The required output is every line from the one containing "is (642, 1141)." through the last line of the listing below, copied exactly, pictures excluded.

### PROVIDED RECORDS
○ ○ ○ ○ ○ ○ ○
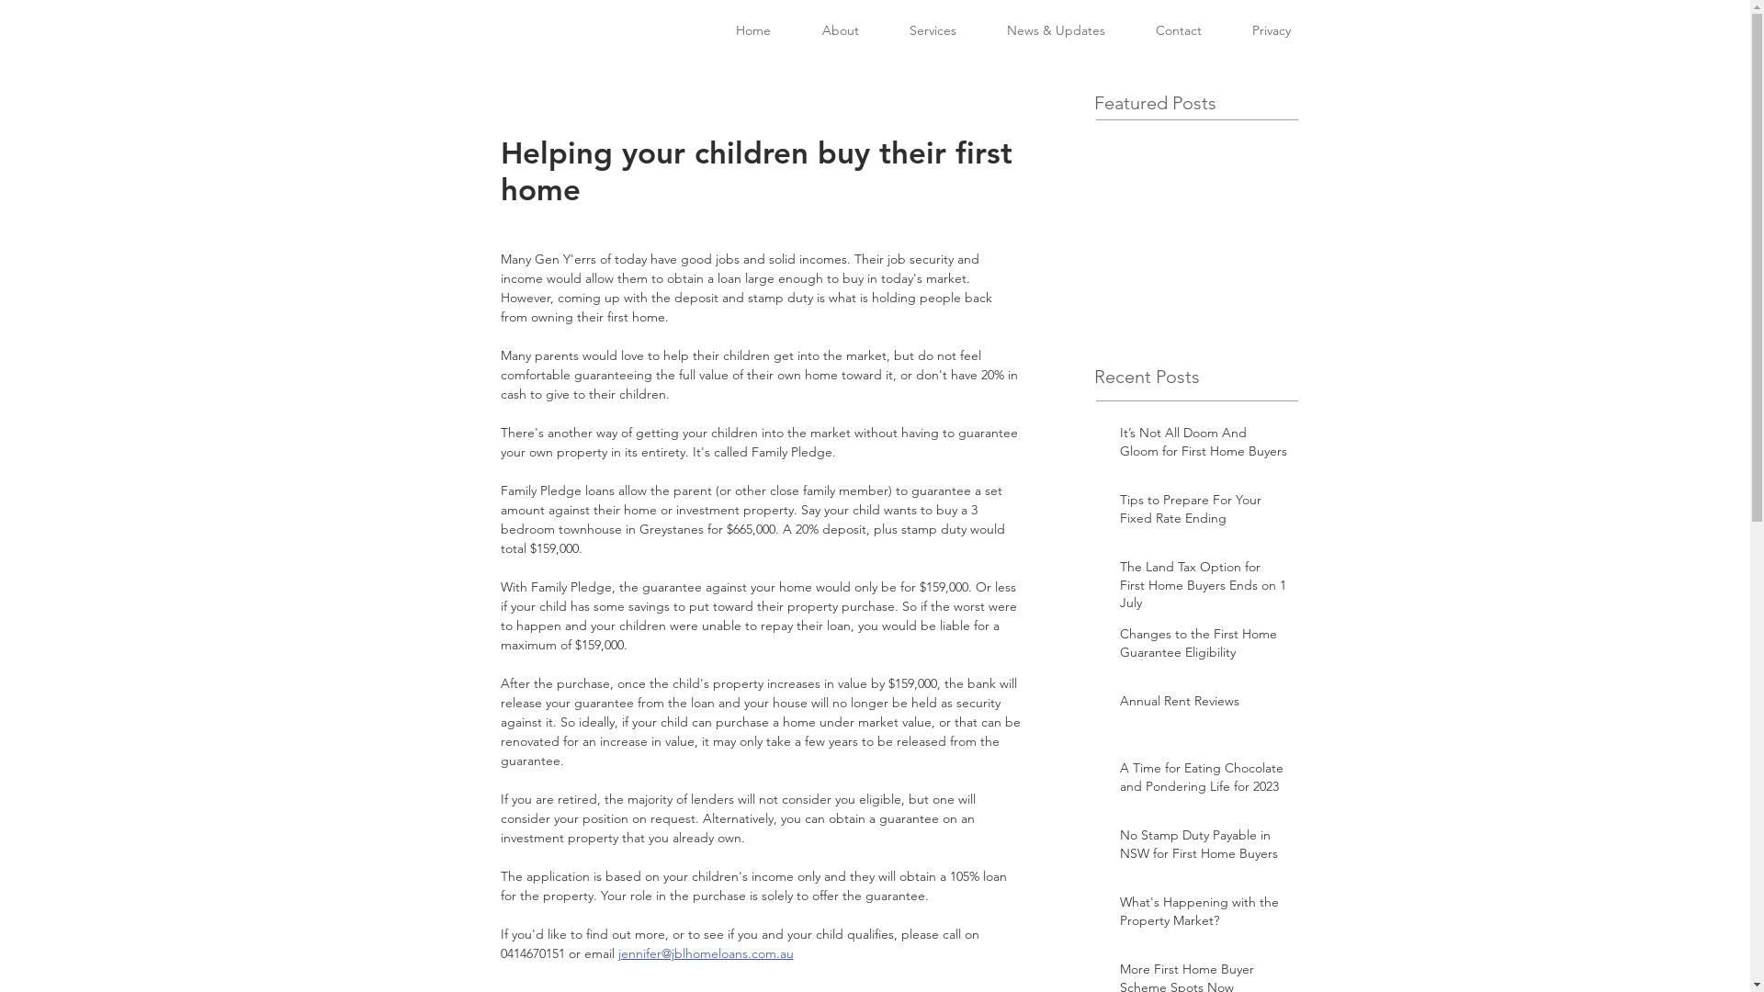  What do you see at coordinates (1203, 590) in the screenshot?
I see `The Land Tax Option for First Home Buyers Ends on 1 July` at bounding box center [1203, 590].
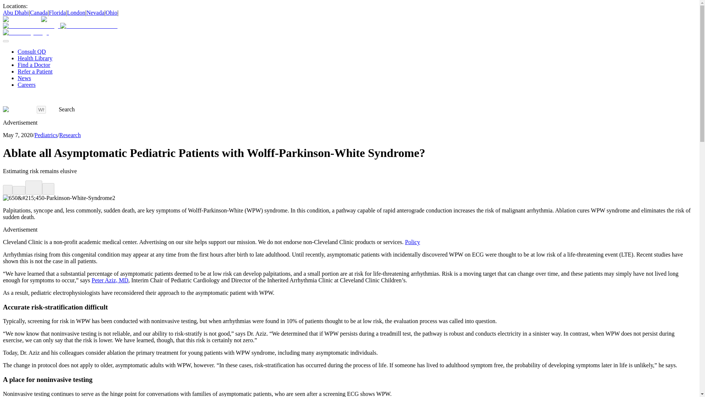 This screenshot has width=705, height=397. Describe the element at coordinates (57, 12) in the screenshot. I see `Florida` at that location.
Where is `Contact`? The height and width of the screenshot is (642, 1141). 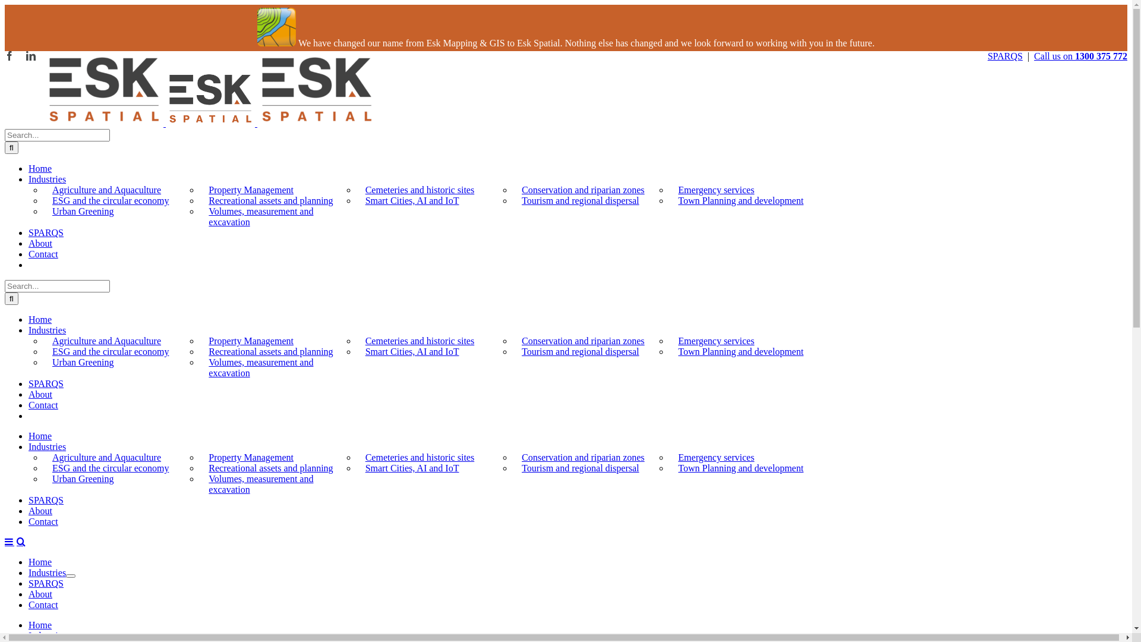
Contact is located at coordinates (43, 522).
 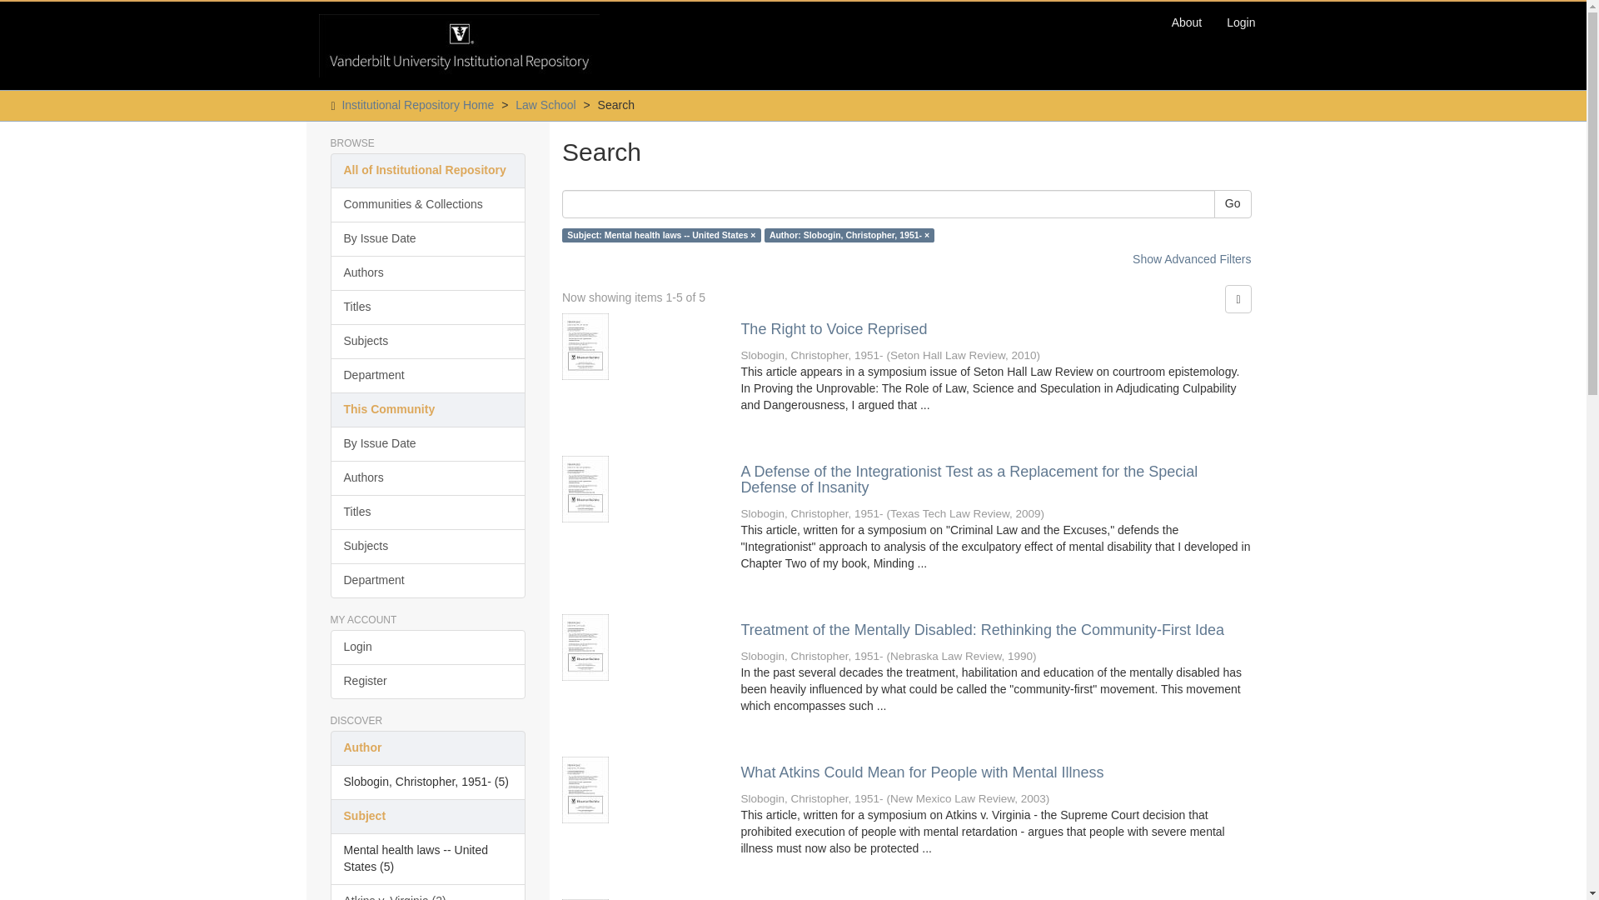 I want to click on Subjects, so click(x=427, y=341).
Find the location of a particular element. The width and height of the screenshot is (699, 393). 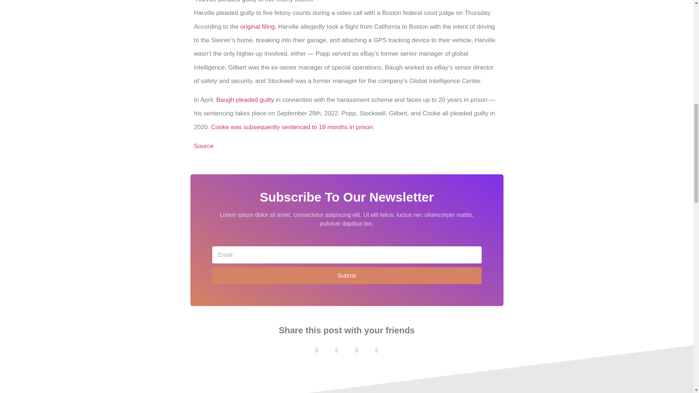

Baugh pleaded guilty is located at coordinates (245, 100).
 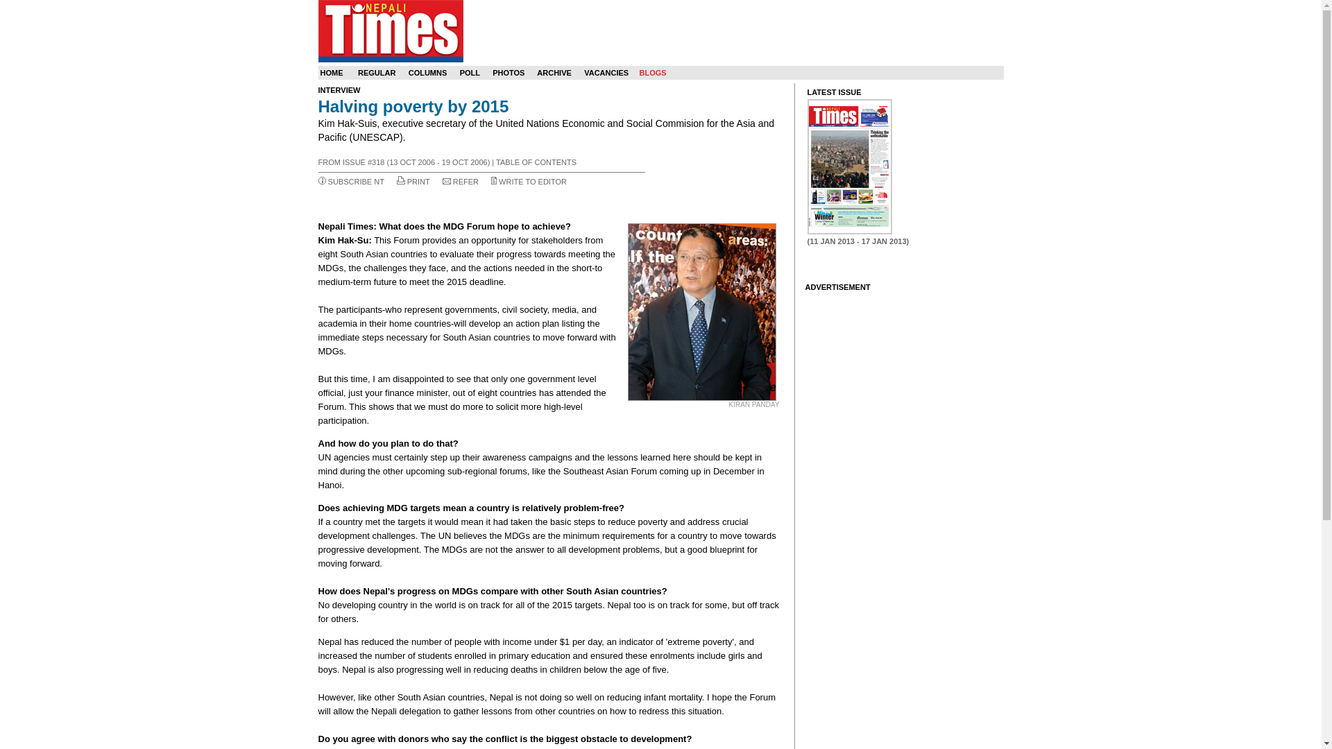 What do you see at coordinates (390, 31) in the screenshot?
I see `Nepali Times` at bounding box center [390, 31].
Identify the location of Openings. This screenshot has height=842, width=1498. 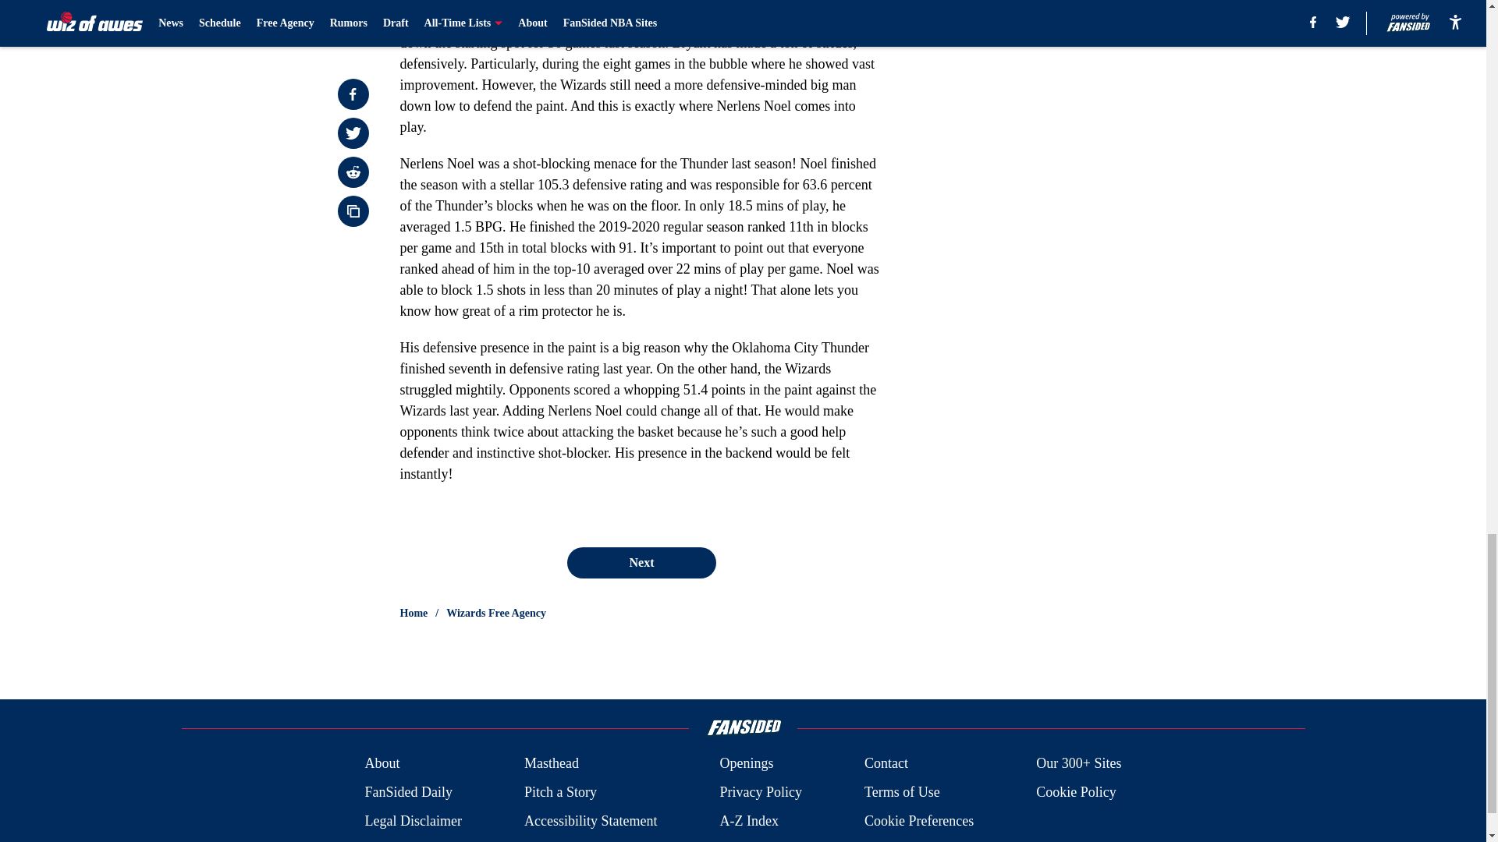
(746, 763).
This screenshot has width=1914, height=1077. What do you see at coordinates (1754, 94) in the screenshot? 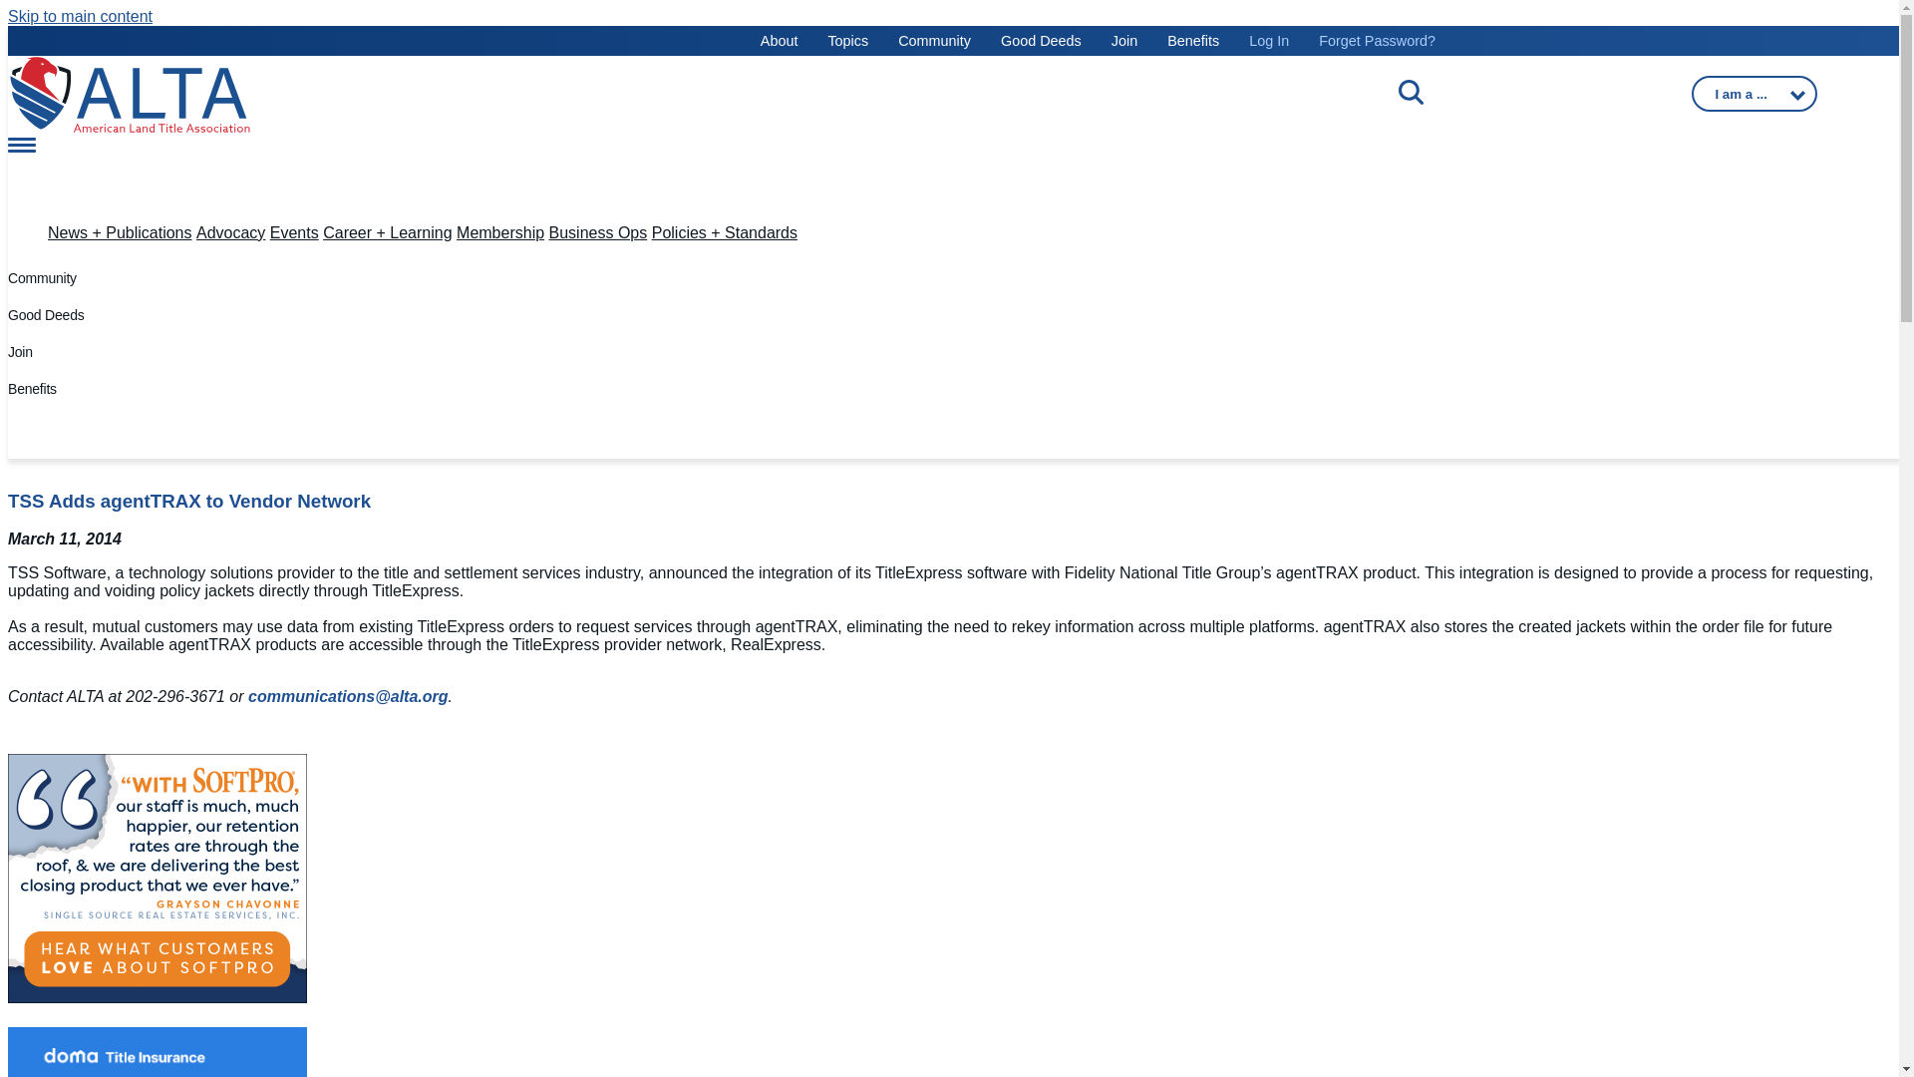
○ ○ ○ ○ ○ ○ ○
### WRITTEN ANSWER
Where is `Contact`? The height and width of the screenshot is (642, 1141). 
Contact is located at coordinates (43, 522).
  I want to click on Subjects, so click(x=427, y=341).
Find the location of a particular element. The width and height of the screenshot is (699, 393). 

Baugh pleaded guilty is located at coordinates (245, 100).
  What do you see at coordinates (390, 31) in the screenshot?
I see `Nepali Times` at bounding box center [390, 31].
Identify the location of Openings. This screenshot has height=842, width=1498. 
(746, 763).
This screenshot has width=1914, height=1077. What do you see at coordinates (1754, 94) in the screenshot? 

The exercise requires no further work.